Paul’s durum wheat (Westcourt ), which is sold to Italy for pasta manufacture, captured a premium $700/t at port, nearly double the price of the bread (soft) wheat he harvested.
Even his flood-affected canola, which is sold to the MSM mill at Manildra, south of Dubbo, for oil, yielded 1.7 to 1.8t/ha and is returning $870/t this year.
“It was an exceptional, and unusual, season, even with the rain and floods. We’ve now had two absolute crackers back-to-back.
“But you have to remember we had three bad years in a row back in 2017, 2018 and 2019, and a couple of shockers in the decade before that, so the trick lies in learning to farm to all those conditions if you are going to crop continuously.”
Versatile system
In the lower-rainfall years, he says, the strength of his adjusted cropping system shone through. With the focus on storing as much soil moisture as possible – and stopping weeds using it – he now has a system that performs well in both dry and wet years.
This has meant a change in his attitude to soil disturbance. While crop stubble is usually retained and direct-drilling still used, flexibility is key, along with a firm eye on always maximising each season’s yield potential. Ploughing, tilling and ripping are no longer dirty words.
“Our usual program is to retain stubble, but this year we will have to work up and level some of the paddocks where the floods went across.
“In the past three to four years, we have actually deep-ripped the whole farm, to get rid of old, hard subsurface plough pans that had formed and to crack open the soil profile, so we can store even more moisture.
“The difference this has made was very clear at harvest time after the wet spring last year. Many locals were back harvesting straight after the rain while we couldn’t even turn a wheel in any paddock because they were so wet.
“But it’s hard to complain when our whole strategy is aiming for maximum moisture and soil holding capacity. It is exactly what we wanted to achieve in the long term and it is already being rewarded in yield. We are making more money and it’s not by cutting costs.”
The more organised you are, the easier it is, especially now with COVID-19 and global supply chain disruptions. You’ve also got to be prepared to buy big in bulk, but the savings are there to be made.
Other changed priorities for Paul in the past decade have been a renewed focus on the business’s logistics, including marketing.
He prefers to sell his grain direct to end users. A large quantity of grain is stored on-farm in grain bags, allowing the family to take advantage of frequently higher prices later in the year. A new grain shed is also being built on the farm, boosting storage to 4000t, equivalent to an annual average harvest.
He is also committed to buying most of his farm inputs well ahead of the season, by buying direct from suppliers.
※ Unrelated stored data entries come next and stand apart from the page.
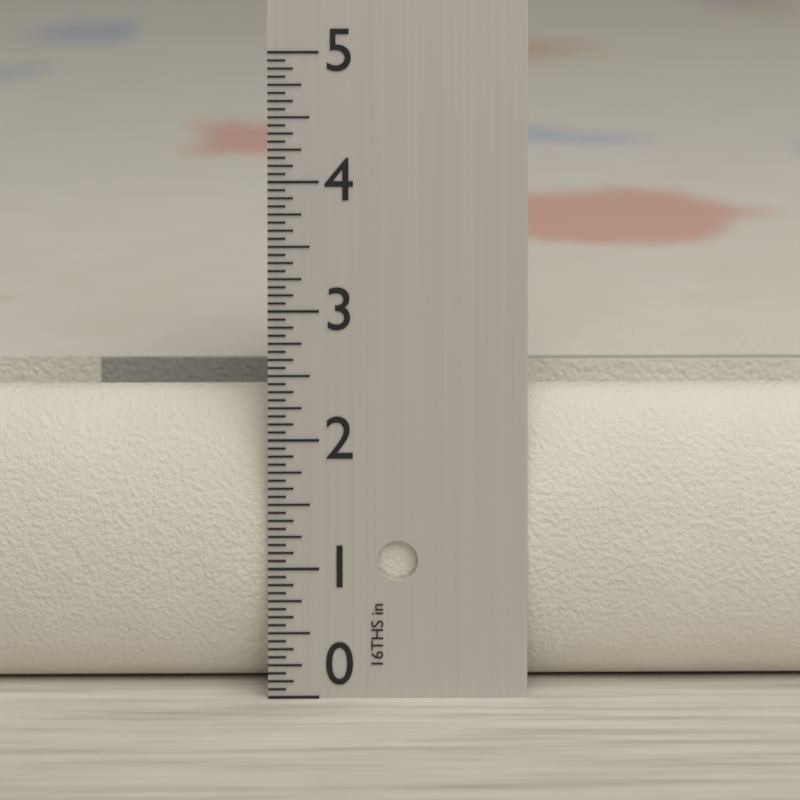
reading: 2.3125 in
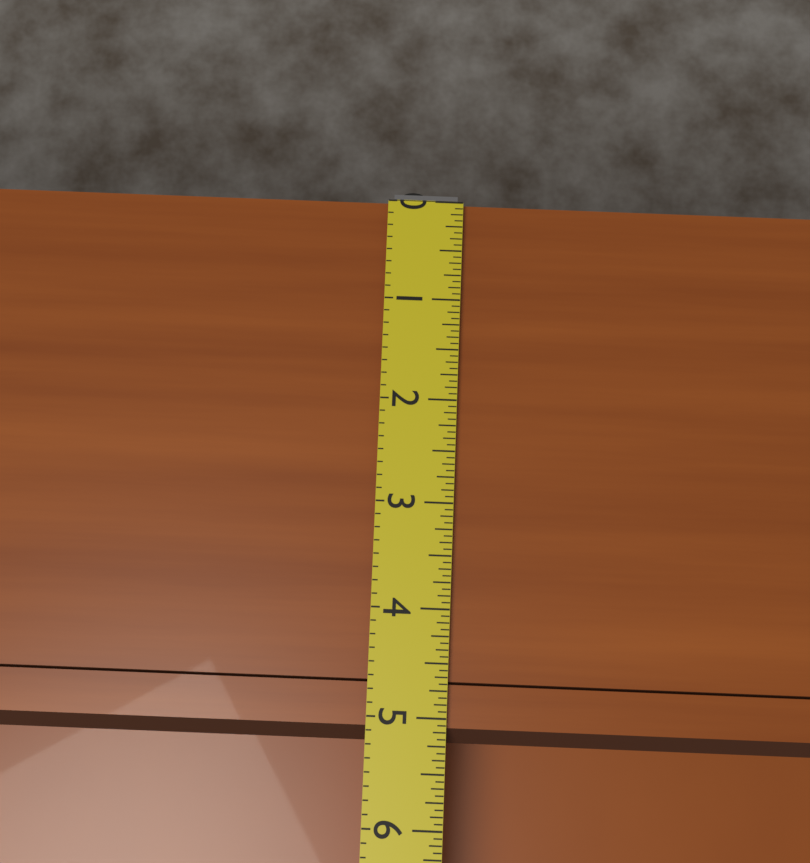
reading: 5.2500 (no unit)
He already has all the fertiliser, urea, seed and agricultural chemicals needed for the approaching 2022 season.
“There is easy money to be made in logistics – by having long-term relationships and doing it yourself, rather than buying and selling through agents and middle men.
“The more organised you are, the easier it is, especially now with COVID-19 and global supply chain disruptions. You’ve also got to be prepared to buy big in bulk, but the savings are there to be made.
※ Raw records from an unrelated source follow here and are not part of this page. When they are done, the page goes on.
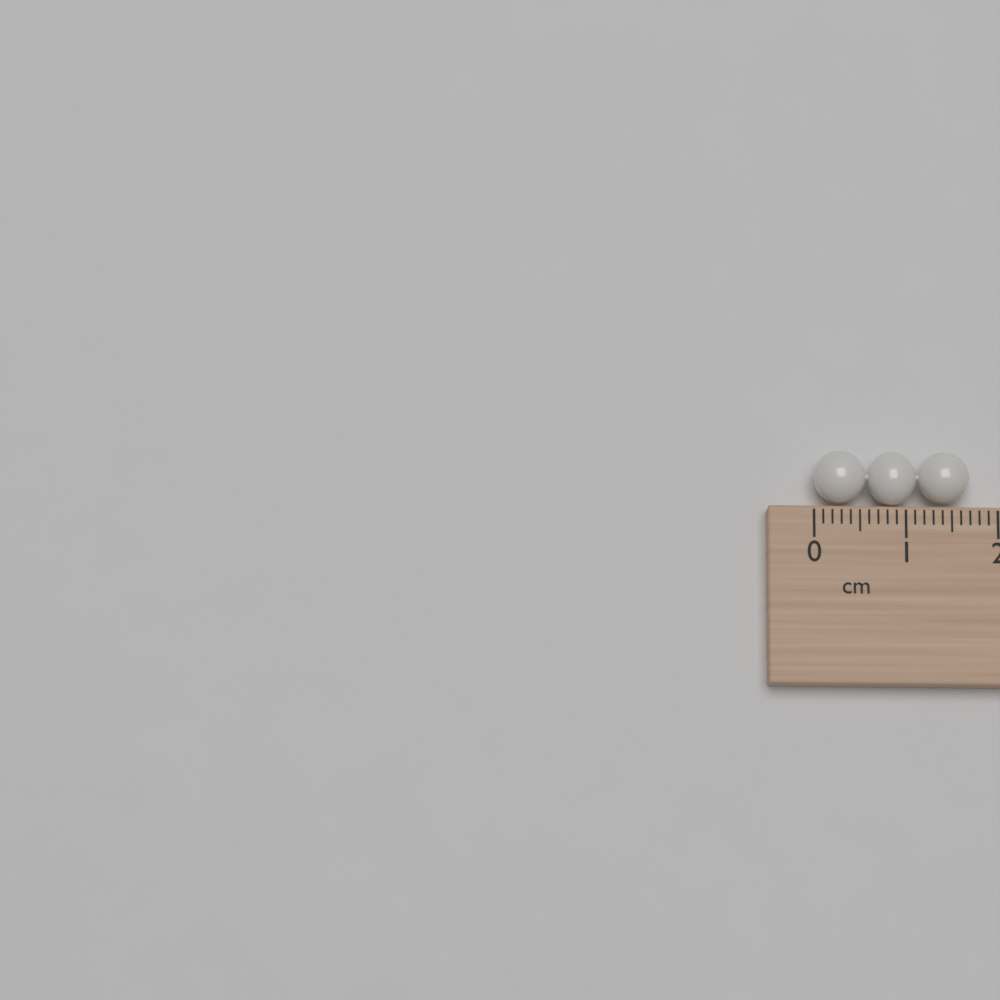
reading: 1.7 cm
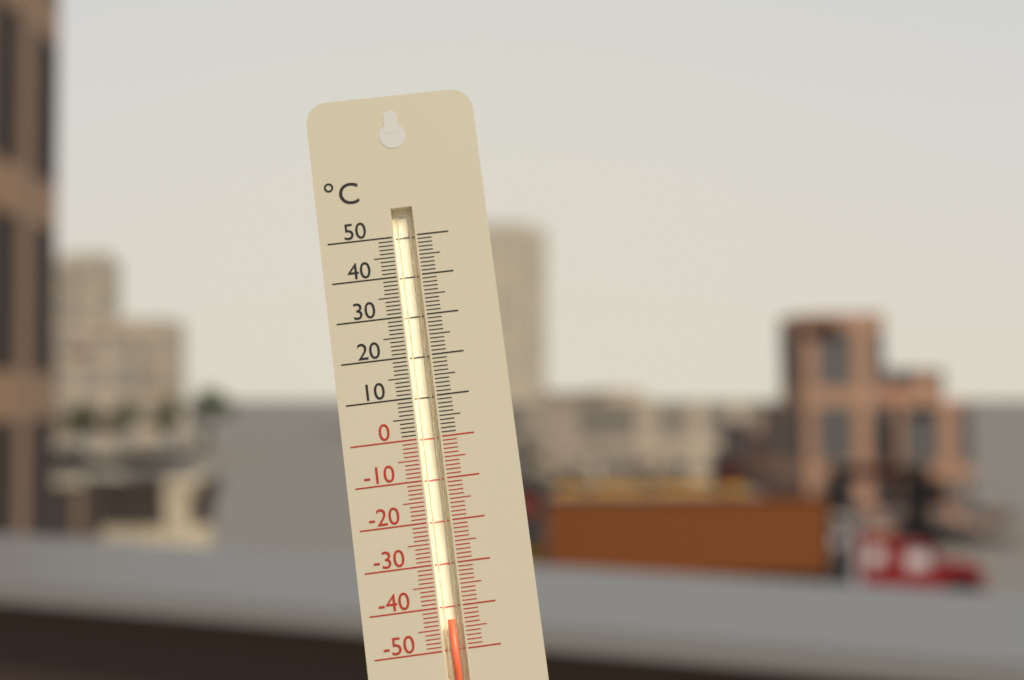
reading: -43 °C
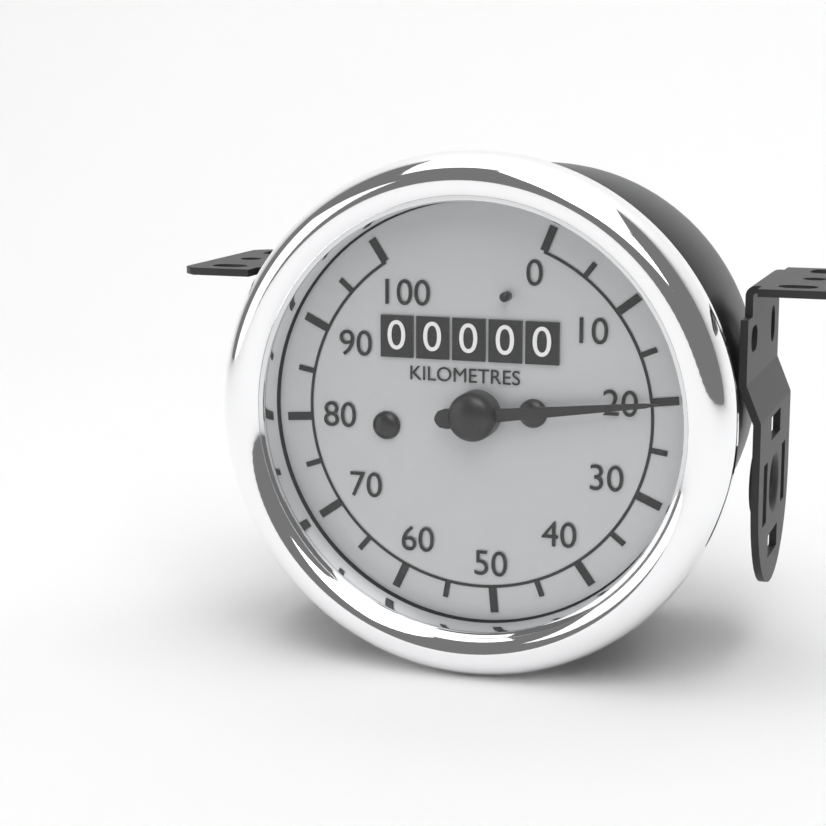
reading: 20 km/h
“A perfect example is how we bought large amounts of glyphosate in 2020 at $3.80/litre and now it is costing $14/litre because of China shutdowns, COVID-19 and transport issues. The same goes for urea.”
The bumper yields and returns of the past two seasons at ‘Dysart’ have also seen some key new business investments made. Besides the new grain storage shed, a new header with its own grain analyser built in was bought in 2020 and a self-propelled spray rig purchased in 2021.
While precision agriculture and variable-rate technology are not a key driver yet, Paul knows he has 10 years of data already collected by his equipment for when he wants to make more use of it.
“Our mobile phone coverage – and even our landlines – are not good and reliable enough yet to make the best use of all that data. It’s immensely frustrating, so my focus with machinery and inputs is on efficiency and timeliness of sowing and spraying. This is critical to final yields.”